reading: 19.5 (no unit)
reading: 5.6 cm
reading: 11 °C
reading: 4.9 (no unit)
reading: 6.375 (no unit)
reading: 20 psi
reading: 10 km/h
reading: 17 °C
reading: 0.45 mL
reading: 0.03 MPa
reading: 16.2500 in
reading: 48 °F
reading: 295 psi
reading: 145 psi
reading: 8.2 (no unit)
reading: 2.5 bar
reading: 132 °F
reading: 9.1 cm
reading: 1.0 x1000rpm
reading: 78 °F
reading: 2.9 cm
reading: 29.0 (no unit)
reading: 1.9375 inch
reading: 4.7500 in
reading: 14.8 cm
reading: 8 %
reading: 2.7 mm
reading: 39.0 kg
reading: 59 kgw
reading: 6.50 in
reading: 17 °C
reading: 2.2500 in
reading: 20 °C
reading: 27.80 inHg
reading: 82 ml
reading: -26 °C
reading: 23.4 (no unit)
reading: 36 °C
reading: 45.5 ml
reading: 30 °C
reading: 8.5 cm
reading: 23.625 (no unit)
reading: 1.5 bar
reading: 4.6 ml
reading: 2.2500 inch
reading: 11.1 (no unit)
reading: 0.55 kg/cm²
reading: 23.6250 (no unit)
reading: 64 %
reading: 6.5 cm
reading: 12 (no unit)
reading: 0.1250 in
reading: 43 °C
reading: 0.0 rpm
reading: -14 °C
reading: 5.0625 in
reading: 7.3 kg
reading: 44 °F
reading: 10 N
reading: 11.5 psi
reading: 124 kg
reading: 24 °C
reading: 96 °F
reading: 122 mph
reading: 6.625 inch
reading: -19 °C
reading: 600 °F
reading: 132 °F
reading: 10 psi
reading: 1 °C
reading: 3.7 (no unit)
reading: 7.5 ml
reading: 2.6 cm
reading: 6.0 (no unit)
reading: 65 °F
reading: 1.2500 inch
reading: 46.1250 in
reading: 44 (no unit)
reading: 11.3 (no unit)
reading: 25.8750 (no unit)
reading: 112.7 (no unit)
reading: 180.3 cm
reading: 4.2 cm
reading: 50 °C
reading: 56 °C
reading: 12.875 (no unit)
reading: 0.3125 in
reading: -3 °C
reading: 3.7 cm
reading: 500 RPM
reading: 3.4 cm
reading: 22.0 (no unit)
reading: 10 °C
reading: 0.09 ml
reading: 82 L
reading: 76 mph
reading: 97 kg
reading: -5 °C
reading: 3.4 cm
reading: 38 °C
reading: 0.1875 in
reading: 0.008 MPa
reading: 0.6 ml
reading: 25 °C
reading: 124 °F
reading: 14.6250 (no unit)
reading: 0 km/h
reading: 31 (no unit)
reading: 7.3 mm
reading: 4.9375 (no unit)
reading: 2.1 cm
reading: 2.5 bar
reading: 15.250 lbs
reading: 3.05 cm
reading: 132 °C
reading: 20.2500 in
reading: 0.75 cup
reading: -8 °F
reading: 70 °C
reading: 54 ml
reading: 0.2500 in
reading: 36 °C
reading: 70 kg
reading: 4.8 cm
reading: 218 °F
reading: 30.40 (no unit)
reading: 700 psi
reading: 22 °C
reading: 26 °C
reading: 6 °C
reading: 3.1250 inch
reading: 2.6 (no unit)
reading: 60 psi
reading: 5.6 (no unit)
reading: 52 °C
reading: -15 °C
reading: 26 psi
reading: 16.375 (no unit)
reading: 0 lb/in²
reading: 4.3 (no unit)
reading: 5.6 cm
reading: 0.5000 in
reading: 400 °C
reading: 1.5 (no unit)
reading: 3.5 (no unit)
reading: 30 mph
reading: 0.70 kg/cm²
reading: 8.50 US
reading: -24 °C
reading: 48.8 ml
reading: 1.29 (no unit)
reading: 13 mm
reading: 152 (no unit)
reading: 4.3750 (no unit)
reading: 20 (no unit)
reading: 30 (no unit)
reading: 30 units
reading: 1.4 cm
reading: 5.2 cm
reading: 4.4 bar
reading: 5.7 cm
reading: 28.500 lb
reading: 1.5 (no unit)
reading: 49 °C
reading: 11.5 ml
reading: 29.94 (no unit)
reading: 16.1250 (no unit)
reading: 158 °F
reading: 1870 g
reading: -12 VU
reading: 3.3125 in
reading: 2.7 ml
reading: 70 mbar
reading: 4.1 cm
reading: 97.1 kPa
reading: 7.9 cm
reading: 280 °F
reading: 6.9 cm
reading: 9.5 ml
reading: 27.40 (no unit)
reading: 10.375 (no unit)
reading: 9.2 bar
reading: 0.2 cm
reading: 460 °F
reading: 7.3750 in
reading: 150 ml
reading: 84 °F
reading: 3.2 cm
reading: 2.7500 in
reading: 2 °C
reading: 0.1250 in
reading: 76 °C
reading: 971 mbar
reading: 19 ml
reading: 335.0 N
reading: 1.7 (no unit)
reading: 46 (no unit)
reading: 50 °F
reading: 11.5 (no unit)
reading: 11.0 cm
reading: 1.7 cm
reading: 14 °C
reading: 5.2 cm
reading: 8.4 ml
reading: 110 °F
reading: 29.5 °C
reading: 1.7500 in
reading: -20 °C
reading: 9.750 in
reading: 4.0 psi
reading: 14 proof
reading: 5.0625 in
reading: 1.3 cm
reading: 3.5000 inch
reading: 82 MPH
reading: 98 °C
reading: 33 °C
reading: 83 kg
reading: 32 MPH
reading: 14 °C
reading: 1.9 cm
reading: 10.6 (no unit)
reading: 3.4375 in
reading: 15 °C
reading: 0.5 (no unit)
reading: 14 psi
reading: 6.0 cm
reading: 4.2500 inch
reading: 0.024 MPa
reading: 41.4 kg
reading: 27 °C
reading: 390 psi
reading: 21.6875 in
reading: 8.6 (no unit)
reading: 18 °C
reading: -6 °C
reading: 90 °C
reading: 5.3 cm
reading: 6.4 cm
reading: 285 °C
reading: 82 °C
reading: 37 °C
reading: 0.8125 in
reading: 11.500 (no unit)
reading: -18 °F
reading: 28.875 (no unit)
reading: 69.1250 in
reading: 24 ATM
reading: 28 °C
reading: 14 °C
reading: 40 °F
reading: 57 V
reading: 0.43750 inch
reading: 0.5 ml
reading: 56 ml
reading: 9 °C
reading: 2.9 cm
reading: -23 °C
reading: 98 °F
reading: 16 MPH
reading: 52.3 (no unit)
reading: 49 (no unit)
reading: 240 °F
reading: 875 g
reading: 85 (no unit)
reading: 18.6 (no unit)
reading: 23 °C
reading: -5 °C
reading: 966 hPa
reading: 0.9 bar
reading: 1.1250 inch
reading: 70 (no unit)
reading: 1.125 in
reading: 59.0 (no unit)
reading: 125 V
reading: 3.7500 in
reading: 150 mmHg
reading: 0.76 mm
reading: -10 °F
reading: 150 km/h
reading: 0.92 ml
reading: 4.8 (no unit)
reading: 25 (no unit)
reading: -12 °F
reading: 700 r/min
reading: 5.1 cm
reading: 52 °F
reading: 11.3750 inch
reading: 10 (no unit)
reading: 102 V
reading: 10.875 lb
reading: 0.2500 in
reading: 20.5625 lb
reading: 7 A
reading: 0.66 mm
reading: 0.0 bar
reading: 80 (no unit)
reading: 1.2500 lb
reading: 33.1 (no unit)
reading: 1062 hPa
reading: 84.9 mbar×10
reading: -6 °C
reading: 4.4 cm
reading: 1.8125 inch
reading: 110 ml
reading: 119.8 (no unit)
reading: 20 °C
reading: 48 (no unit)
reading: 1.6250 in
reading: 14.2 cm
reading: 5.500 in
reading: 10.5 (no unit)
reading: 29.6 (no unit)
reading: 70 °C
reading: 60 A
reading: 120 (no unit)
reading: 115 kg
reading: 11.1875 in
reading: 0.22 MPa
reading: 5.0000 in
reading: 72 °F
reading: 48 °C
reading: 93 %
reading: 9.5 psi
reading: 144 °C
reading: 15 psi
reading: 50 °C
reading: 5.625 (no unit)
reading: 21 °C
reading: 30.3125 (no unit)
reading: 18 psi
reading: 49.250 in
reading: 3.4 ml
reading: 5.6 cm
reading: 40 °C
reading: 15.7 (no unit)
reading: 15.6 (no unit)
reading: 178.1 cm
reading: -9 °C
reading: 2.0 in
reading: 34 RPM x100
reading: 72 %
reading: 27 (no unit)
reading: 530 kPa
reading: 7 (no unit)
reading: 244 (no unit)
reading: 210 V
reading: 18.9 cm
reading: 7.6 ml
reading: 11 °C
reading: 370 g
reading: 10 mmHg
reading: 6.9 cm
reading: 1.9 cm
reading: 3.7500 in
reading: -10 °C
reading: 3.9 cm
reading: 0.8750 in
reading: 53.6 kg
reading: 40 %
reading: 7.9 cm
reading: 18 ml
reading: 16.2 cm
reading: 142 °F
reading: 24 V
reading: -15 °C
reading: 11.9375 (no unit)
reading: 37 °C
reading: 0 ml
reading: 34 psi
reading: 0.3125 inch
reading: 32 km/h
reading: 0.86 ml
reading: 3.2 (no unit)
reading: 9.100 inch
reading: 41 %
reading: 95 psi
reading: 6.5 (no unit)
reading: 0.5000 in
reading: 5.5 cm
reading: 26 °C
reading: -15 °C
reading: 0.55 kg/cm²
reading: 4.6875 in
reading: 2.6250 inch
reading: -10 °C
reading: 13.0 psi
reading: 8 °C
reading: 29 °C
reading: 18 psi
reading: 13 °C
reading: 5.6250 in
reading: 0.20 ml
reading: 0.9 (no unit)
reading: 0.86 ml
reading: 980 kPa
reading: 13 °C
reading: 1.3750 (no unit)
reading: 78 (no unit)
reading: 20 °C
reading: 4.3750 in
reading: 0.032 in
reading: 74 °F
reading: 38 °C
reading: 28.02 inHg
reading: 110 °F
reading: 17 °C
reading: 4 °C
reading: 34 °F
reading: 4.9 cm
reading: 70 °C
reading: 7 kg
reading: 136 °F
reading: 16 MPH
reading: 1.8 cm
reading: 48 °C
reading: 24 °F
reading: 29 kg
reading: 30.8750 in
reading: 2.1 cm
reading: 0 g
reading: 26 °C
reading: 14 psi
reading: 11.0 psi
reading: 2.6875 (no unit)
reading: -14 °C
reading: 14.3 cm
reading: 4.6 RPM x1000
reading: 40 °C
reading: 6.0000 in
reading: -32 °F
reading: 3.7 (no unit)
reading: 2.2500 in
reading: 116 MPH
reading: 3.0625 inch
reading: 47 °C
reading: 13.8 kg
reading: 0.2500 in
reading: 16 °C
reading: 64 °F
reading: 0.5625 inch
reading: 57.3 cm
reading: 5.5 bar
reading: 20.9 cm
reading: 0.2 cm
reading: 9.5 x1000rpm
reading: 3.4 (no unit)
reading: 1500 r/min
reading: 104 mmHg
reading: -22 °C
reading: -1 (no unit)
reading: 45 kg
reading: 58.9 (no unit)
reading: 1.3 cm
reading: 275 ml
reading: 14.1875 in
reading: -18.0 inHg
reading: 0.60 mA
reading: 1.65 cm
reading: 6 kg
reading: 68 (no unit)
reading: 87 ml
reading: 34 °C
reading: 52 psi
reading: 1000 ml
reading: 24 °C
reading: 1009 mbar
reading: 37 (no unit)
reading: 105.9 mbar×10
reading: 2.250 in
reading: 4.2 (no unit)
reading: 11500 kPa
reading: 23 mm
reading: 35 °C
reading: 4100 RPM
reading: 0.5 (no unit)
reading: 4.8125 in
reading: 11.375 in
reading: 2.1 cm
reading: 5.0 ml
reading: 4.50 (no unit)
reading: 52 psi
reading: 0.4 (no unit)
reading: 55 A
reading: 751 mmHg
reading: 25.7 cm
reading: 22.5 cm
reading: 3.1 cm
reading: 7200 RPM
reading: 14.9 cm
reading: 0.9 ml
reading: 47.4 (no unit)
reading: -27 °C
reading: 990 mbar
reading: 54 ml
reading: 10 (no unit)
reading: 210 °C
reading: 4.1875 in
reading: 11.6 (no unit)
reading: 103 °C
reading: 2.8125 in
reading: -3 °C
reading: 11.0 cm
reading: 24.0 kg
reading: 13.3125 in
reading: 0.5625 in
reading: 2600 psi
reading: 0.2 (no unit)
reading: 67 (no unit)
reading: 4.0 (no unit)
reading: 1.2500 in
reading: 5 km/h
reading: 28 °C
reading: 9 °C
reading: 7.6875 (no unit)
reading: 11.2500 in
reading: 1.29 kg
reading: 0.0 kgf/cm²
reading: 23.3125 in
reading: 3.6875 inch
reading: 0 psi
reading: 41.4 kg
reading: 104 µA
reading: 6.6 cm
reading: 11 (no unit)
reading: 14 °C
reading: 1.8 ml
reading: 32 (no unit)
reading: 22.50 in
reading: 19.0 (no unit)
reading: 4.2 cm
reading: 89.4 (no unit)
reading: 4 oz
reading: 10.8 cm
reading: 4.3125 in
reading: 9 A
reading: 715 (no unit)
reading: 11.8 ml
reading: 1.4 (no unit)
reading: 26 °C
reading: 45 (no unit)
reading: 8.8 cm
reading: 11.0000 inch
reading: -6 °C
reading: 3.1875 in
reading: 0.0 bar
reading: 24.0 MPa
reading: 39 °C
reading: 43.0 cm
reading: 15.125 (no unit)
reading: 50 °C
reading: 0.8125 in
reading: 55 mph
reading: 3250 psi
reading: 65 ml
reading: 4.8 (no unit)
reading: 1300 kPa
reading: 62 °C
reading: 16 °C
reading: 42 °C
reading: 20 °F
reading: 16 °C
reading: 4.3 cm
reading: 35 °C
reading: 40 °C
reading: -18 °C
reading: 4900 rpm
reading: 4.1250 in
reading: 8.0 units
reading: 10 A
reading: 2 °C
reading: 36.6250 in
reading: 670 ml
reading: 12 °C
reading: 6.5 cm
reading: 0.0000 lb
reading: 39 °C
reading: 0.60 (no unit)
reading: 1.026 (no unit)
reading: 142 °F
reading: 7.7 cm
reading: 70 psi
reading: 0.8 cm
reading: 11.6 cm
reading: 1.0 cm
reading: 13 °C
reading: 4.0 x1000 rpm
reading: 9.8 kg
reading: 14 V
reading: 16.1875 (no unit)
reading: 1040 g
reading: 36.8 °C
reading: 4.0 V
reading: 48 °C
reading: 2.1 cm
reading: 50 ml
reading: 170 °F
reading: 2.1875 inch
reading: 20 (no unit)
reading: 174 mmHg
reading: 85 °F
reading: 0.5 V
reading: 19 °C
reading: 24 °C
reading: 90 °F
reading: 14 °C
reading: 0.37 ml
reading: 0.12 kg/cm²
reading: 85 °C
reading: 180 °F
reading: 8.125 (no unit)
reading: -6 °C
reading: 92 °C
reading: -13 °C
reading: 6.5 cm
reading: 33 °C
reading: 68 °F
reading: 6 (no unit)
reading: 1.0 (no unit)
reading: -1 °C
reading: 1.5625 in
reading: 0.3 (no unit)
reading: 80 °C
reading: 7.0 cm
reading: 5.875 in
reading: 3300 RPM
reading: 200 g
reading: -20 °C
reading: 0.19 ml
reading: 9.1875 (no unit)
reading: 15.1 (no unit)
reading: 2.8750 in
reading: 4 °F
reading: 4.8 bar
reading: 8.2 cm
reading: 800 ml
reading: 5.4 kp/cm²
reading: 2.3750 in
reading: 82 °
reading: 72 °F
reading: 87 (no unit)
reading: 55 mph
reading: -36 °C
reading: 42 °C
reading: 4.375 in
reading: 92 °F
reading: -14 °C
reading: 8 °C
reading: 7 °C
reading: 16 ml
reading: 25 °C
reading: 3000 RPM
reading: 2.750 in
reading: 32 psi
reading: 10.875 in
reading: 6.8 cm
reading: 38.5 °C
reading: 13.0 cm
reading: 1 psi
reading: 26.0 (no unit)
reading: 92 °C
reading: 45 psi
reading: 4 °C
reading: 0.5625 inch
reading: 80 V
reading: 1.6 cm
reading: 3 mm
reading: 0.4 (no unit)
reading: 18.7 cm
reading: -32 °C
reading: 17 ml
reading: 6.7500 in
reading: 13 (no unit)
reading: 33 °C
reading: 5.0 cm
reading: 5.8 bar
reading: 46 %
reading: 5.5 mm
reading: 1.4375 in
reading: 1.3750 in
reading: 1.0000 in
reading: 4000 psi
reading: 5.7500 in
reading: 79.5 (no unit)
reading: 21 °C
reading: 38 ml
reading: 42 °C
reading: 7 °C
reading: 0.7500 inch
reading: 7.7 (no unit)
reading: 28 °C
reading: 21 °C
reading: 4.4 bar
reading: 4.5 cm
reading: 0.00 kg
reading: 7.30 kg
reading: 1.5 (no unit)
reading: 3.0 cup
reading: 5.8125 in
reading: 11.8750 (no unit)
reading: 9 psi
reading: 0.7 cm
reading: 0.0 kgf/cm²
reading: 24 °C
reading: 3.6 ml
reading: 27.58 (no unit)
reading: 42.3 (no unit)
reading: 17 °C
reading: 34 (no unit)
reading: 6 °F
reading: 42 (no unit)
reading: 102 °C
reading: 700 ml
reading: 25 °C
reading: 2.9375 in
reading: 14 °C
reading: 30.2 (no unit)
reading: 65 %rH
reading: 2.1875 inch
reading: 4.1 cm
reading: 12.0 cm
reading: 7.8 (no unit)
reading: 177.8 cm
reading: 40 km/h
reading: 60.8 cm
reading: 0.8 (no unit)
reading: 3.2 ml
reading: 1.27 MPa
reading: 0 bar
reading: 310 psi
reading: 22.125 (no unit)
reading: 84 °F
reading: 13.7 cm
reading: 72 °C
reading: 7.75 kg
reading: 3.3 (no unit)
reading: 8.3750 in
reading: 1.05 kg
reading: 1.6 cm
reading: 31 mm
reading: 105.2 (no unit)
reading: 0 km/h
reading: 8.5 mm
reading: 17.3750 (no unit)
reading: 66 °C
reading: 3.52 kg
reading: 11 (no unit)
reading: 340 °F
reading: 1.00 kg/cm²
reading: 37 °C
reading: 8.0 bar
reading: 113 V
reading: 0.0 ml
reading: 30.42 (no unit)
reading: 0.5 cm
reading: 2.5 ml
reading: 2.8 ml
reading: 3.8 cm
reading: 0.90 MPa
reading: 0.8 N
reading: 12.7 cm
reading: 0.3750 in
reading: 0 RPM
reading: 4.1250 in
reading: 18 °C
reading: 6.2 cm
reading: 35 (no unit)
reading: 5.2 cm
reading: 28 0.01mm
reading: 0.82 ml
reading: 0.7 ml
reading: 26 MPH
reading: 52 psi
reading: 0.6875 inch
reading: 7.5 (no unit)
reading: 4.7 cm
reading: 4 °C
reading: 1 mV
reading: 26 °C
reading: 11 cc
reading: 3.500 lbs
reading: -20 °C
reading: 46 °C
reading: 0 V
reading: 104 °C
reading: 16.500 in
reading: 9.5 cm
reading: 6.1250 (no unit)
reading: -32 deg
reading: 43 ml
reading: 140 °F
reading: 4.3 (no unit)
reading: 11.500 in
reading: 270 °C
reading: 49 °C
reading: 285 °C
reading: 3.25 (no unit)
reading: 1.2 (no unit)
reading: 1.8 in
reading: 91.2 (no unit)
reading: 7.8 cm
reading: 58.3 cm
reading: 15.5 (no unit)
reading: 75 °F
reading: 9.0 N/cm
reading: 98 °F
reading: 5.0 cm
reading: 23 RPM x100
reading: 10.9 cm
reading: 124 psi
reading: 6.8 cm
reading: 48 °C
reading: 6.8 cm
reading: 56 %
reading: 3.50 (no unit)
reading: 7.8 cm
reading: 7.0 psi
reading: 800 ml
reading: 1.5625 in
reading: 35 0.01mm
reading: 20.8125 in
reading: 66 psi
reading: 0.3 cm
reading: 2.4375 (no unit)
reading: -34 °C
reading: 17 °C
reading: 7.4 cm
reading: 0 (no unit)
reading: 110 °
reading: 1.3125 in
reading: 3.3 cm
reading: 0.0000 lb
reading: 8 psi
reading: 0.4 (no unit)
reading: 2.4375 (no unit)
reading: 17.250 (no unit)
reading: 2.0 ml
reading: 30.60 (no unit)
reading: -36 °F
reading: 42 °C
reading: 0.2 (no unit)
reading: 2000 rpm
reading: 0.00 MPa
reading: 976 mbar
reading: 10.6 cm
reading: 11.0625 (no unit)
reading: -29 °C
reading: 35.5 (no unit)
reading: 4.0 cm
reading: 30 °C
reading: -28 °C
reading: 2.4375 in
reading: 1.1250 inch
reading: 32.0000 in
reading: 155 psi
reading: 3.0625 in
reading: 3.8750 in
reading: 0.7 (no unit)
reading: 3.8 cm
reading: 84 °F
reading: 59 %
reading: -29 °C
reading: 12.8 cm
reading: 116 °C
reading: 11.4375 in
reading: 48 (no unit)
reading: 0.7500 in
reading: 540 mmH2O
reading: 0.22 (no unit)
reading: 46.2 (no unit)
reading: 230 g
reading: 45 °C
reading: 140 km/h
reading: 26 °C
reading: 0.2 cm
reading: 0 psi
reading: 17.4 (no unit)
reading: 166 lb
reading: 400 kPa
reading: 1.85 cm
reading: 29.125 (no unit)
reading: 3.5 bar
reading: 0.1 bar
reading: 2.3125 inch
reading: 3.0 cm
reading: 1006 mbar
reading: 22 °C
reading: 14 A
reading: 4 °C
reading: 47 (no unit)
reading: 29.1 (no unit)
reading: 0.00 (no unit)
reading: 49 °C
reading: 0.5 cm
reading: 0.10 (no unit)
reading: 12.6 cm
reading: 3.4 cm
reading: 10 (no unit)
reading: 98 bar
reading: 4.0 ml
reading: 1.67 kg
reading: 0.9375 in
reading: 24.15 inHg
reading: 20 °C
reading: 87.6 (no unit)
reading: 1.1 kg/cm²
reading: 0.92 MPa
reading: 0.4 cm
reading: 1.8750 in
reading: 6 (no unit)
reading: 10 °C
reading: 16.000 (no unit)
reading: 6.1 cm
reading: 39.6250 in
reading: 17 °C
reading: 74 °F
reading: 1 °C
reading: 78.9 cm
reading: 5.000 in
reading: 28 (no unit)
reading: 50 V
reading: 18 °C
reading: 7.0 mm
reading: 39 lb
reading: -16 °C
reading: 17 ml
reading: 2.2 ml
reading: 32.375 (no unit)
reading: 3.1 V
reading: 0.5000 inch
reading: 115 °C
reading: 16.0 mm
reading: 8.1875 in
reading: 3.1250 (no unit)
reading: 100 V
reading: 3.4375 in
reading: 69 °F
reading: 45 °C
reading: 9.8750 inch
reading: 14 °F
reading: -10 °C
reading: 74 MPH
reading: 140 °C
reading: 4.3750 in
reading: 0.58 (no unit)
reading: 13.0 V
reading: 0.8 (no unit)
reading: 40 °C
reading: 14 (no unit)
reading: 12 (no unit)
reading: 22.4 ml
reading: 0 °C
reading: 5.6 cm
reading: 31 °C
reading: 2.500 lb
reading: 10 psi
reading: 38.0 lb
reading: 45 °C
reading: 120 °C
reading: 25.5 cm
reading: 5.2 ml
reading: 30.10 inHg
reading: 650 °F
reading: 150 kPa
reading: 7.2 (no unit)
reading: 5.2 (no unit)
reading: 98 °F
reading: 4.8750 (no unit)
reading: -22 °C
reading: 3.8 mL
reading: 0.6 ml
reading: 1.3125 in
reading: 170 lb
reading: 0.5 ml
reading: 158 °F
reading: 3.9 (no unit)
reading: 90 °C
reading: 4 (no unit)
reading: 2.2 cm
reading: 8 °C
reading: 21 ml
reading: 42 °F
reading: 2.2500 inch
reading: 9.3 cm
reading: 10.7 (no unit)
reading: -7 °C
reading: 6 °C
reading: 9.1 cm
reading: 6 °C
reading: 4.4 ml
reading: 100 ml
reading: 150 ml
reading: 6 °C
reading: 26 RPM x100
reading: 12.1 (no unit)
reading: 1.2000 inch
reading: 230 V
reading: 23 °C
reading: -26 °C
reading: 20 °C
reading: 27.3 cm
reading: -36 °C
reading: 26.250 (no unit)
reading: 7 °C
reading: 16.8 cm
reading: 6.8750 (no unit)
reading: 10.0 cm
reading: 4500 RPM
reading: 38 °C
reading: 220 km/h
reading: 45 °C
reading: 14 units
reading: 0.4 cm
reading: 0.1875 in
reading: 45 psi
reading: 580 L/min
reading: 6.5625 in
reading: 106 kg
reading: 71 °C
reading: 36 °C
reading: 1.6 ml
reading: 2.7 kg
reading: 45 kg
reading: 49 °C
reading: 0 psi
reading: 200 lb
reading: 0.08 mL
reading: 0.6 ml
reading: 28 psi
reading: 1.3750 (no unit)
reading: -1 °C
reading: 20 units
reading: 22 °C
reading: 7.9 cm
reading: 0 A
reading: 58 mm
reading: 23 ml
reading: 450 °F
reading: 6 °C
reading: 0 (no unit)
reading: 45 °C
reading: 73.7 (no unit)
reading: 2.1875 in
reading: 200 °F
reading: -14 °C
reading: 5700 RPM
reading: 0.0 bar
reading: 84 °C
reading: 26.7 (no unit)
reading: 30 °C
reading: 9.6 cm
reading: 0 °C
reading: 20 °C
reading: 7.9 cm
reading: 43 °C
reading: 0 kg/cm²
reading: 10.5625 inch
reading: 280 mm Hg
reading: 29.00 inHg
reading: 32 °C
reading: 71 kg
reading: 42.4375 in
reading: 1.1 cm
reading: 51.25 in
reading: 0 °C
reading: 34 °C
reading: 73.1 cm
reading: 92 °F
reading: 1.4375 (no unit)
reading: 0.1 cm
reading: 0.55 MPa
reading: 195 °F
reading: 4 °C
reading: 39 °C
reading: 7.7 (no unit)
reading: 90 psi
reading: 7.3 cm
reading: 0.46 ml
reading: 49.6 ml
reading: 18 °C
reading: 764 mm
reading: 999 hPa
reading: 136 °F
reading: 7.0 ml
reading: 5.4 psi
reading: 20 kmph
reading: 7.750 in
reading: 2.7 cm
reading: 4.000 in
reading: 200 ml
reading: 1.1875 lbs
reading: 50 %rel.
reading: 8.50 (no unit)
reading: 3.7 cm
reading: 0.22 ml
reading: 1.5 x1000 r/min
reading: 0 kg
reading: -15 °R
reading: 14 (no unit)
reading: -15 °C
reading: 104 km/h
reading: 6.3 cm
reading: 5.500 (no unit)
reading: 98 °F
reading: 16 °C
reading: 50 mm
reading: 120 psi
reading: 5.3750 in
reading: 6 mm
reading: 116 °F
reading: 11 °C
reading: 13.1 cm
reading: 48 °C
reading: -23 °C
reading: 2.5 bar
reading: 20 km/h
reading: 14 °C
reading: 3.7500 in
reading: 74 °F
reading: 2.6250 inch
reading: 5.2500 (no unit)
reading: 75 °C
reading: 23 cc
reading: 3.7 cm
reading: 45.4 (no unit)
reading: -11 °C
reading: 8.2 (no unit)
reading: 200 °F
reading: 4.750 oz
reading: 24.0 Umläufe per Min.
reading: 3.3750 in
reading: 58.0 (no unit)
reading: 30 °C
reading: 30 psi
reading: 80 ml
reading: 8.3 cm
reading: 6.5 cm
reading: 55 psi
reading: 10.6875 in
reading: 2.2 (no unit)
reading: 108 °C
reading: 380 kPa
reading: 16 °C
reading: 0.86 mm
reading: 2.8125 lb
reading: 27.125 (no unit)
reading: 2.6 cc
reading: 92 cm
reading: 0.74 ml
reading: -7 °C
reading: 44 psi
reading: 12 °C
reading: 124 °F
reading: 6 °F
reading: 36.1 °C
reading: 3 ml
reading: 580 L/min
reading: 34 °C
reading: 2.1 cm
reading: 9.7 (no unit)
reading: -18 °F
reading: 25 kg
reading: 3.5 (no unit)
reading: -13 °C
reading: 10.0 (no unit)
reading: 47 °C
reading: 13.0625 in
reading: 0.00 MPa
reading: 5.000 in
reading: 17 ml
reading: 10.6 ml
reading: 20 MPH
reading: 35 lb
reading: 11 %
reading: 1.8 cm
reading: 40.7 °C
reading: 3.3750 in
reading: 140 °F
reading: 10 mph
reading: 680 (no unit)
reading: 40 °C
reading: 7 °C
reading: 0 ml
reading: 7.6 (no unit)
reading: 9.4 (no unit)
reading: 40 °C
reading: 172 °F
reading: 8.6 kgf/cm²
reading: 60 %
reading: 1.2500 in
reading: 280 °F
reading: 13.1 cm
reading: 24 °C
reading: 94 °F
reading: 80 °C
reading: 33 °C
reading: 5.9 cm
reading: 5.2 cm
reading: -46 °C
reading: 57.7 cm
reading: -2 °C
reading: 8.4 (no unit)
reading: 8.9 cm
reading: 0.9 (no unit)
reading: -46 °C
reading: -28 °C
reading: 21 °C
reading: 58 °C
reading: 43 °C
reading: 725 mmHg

> _TO DO_: The lines to retype, exactly and only, run from the first line of the material through the line with "reading: 0.09 ml".

> _TASK OUTPUT_:
reading: 19.5 (no unit)
reading: 5.6 cm
reading: 11 °C
reading: 4.9 (no unit)
reading: 6.375 (no unit)
reading: 20 psi
reading: 10 km/h
reading: 17 °C
reading: 0.45 mL
reading: 0.03 MPa
reading: 16.2500 in
reading: 48 °F
reading: 295 psi
reading: 145 psi
reading: 8.2 (no unit)
reading: 2.5 bar
reading: 132 °F
reading: 9.1 cm
reading: 1.0 x1000rpm
reading: 78 °F
reading: 2.9 cm
reading: 29.0 (no unit)
reading: 1.9375 inch
reading: 4.7500 in
reading: 14.8 cm
reading: 8 %
reading: 2.7 mm
reading: 39.0 kg
reading: 59 kgw
reading: 6.50 in
reading: 17 °C
reading: 2.2500 in
reading: 20 °C
reading: 27.80 inHg
reading: 82 ml
reading: -26 °C
reading: 23.4 (no unit)
reading: 36 °C
reading: 45.5 ml
reading: 30 °C
reading: 8.5 cm
reading: 23.625 (no unit)
reading: 1.5 bar
reading: 4.6 ml
reading: 2.2500 inch
reading: 11.1 (no unit)
reading: 0.55 kg/cm²
reading: 23.6250 (no unit)
reading: 64 %
reading: 6.5 cm
reading: 12 (no unit)
reading: 0.1250 in
reading: 43 °C
reading: 0.0 rpm
reading: -14 °C
reading: 5.0625 in
reading: 7.3 kg
reading: 44 °F
reading: 10 N
reading: 11.5 psi
reading: 124 kg
reading: 24 °C
reading: 96 °F
reading: 122 mph
reading: 6.625 inch
reading: -19 °C
reading: 600 °F
reading: 132 °F
reading: 10 psi
reading: 1 °C
reading: 3.7 (no unit)
reading: 7.5 ml
reading: 2.6 cm
reading: 6.0 (no unit)
reading: 65 °F
reading: 1.2500 inch
reading: 46.1250 in
reading: 44 (no unit)
reading: 11.3 (no unit)
reading: 25.8750 (no unit)
reading: 112.7 (no unit)
reading: 180.3 cm
reading: 4.2 cm
reading: 50 °C
reading: 56 °C
reading: 12.875 (no unit)
reading: 0.3125 in
reading: -3 °C
reading: 3.7 cm
reading: 500 RPM
reading: 3.4 cm
reading: 22.0 (no unit)
reading: 10 °C
reading: 0.09 ml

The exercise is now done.